Tuesday Reads
Posted: January 18, 2011 | Author: dakinikat | Filed under: morning reads, Social Security, Team Obama, U.S. Economy, U.S. Politics, Women's Rights | Tags: BP Austrailia, car theft history for Issa, Darrell Issa, Dick Cheney praises Obama, Gulet Mohamed, illegal detention, insurance scams, micro finance, women entrepreneurs | 52 CommentsGood Morning!!!
It’s the end of a long weekend that celebrates the life of an American with vision, purpose, and fortitude in the pursuit of principle. The news at the moment is as glum as the weather. I will try to end the morning reads on higher and lighter ground. I promise.
With that, I start with Glenn Greenwald at Salon and ‘The U.S. role in Gulet Mohamed’s detention’. Thought we were done torturing people and denying them due process? Dream on! This is the story of a young American held in extraordinary conditions in the extraordinary country of Kuwait that basically still owes us their oil fields and freedom from the occupation by Saddam Hussein. Gulet’s been held in some horrible situations that beg the question of who is responsible? Is it some Sultan or President Obama? Yes, this is change you can believe in if you’re Dick Cheney. Gulet and his family were led to believe that he would be released and sent home. Home is the U.S. because he is a US citizen. He deserves a lawyer and due process. Now, he’s on the no-fly list and you know what that means.
As an American citizen, Gulet has the absolute right to return to and re-enter his country. But by secretly placing him on the no-fly list while he was halfway around the world — and providing no information about why he was so placed — the U.S. Government is denying him his right to return. Worse, they know that this action is not only preventing him from returning, but is keeping the 19-year-old in a state of absolute legal limbo, where’s he imprisoned by a country that admits it has no cause for holding him and does not want to hold him, yet which cannot release him. The U.S. government has the obligation to assist its citizens when they end up detained without cause; here, they are doing the opposite: they’re deliberately ensuring it continues.
If there’s any evidence that he has has done anything wrong, he should be charged, indicted, and brought back to the U.S. for trial. What the Obama administration is doing instead is accomplishing what they could not do if he were in the U.S.: holding him without a shred of due process, interrogating him without a lawyer present, and — if his credible claims are to believed — using beatings and torture to get the information it wants (or false information: Gulet told me he was very tempted to falsely confess to make the beatings stop). This abuse of the no-fly list is a common tactic used by the U.S. Government to circumvent all legal and constitutional constraints when it comes to its own citizens; this case just happens to be extra viscerally repellent.
Let’s see what our Secretary of State can do about this.

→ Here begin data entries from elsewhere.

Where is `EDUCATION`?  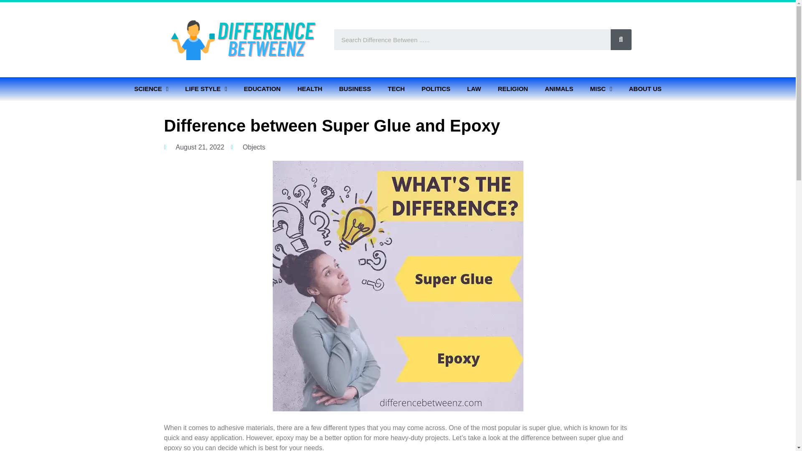
EDUCATION is located at coordinates (262, 89).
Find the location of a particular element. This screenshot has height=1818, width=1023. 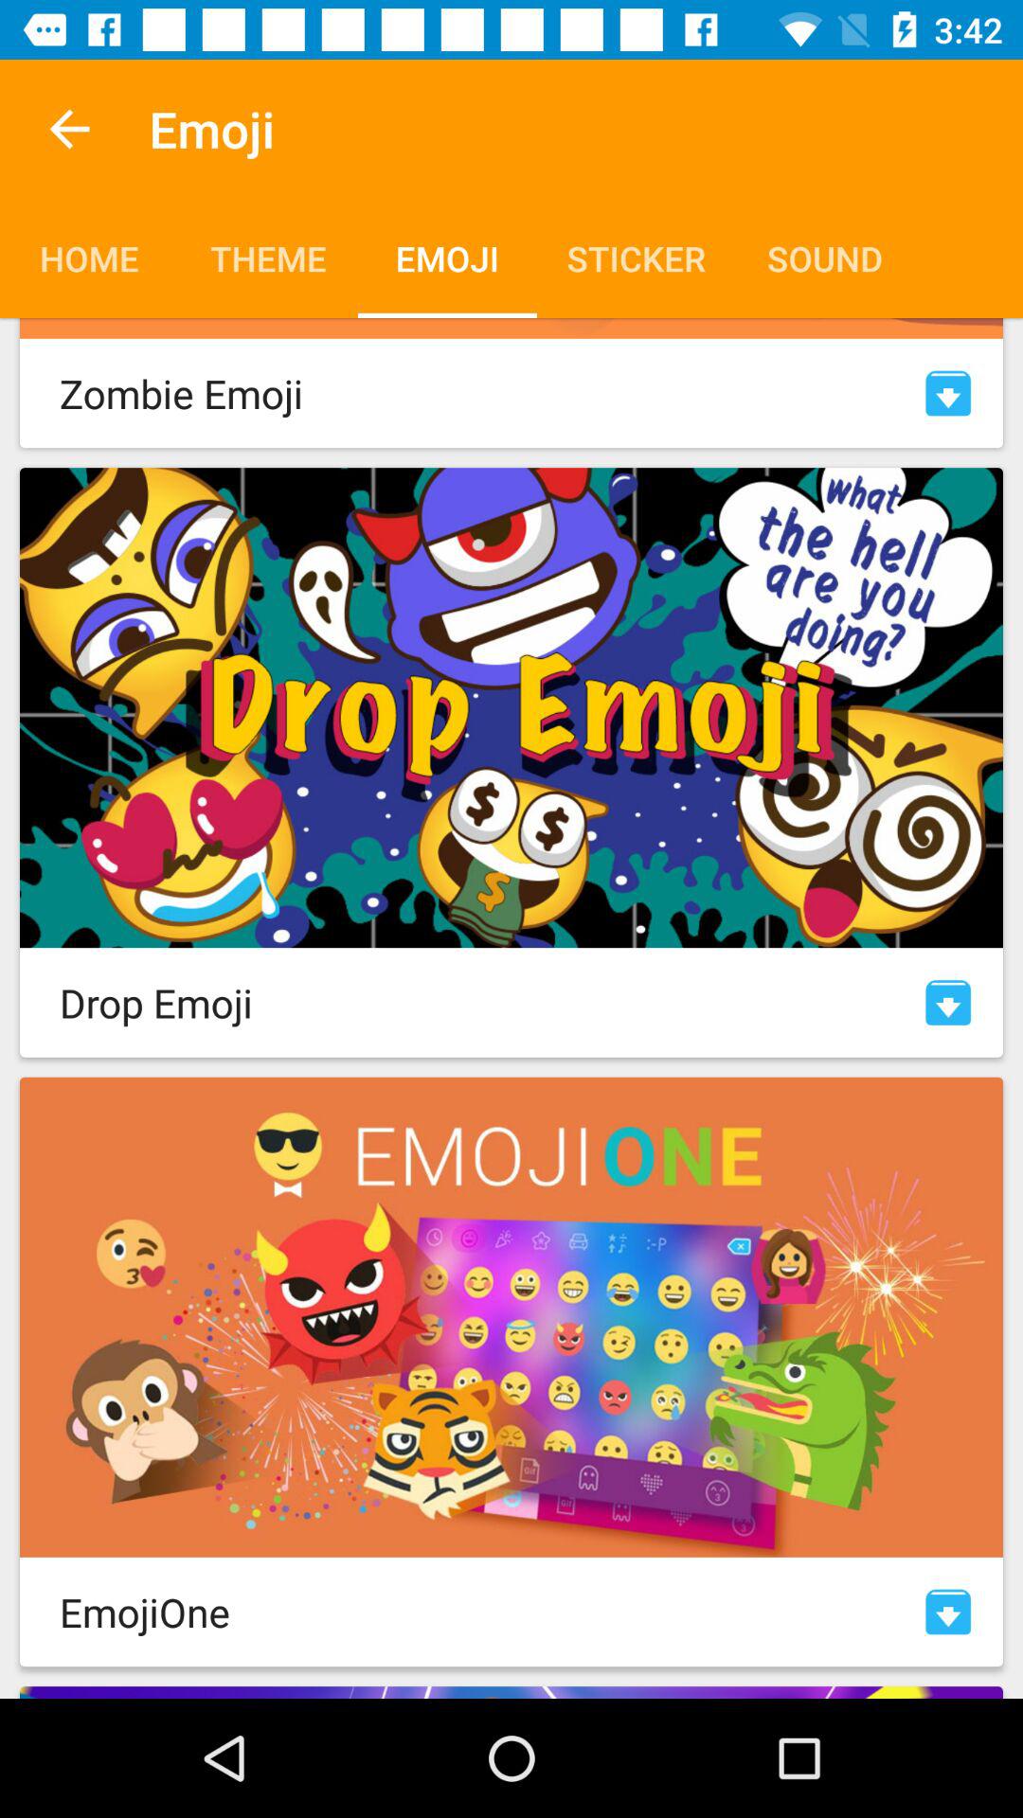

download image is located at coordinates (948, 1002).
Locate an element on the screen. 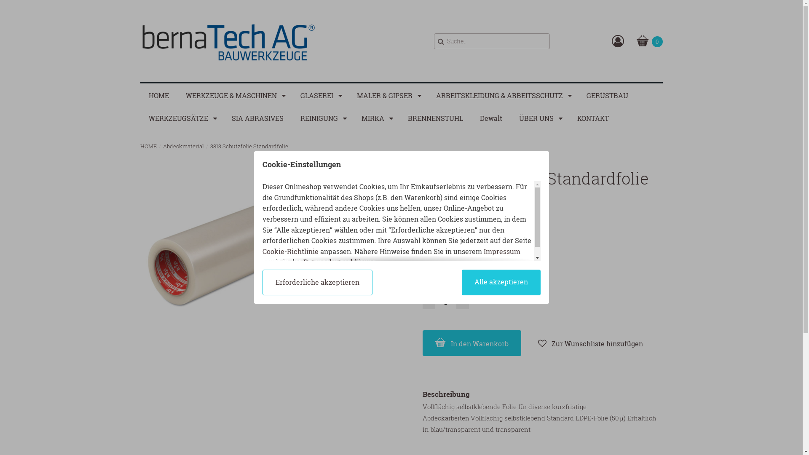  MALER & GIPSER is located at coordinates (388, 95).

Not too long ago, our intrepid frontpager BostonBoomer took us down memory lane in pursuit of the vast criminal background that fills the resume of our head Inquisitor, Darrell Issa. Now, it appears The New Yorker does the same. Just remember, your read it here first. Skip the first two pages, those read like some blah blah blah American Fairy Tale. When you hit the rest, look for the pattern of insurance scams, crime, and a fortune that appears to be based in car theft. The justice system is likely the force behind young Issa going into the military. The unraveling of the Fairy Tale begins in 1998–like so many do–with a political tall tale that reflects the spin and not the facts. Some one fact checked Issa’s campaign material.
In May of 1998, Lance Williams, of the San Francisco Examiner, reported that Issa had not always received the “highest possible” ratings in the Army. In fact, at one point he “received unsatisfactory conduct and efficiency ratings and was transferred to a supply depot.” Williams also discovered that Issa didn’t provide security for Nixon at the 1971 World Series, because Nixon didn’t attend any of the games.
A member of Issa’s Army unit, Jay Bergey, told Williams that his most vivid recollection of the young Issa was that in December, 1971, Issa stole his car, a yellow Dodge Charger. “I confronted Issa,” Bergey said in 1998. “I got in his face and threatened to kill him, and magically my car reappeared the next day, abandoned on the turnpike.”
Bergey died of lung cancer in 2002, but his widow, Joyce, recently said to me that she remembered her husband telling the story of the stolen Dodge Charger. She laughed when she heard that Issa is now a prominent member of Congress. “Well, he probably figured he was borrowing it from a friend,” she said. “But now we’re discussing politicians, so we all know how honest they are. When I meet a good one, I’ll let you know.”
Issa was transferred to a supply depot in the military. That explains a lot. For example, how does a guy coming out of the army find the funds for a really expensive sports car? Only in America can this sort’ve fractured fairy tale occur and play out in success. Issa is bad news. This is the second time I’ve linked to BB’s expose and it will not be the last. We can muckrake with the best of them here and we intend to keep it up.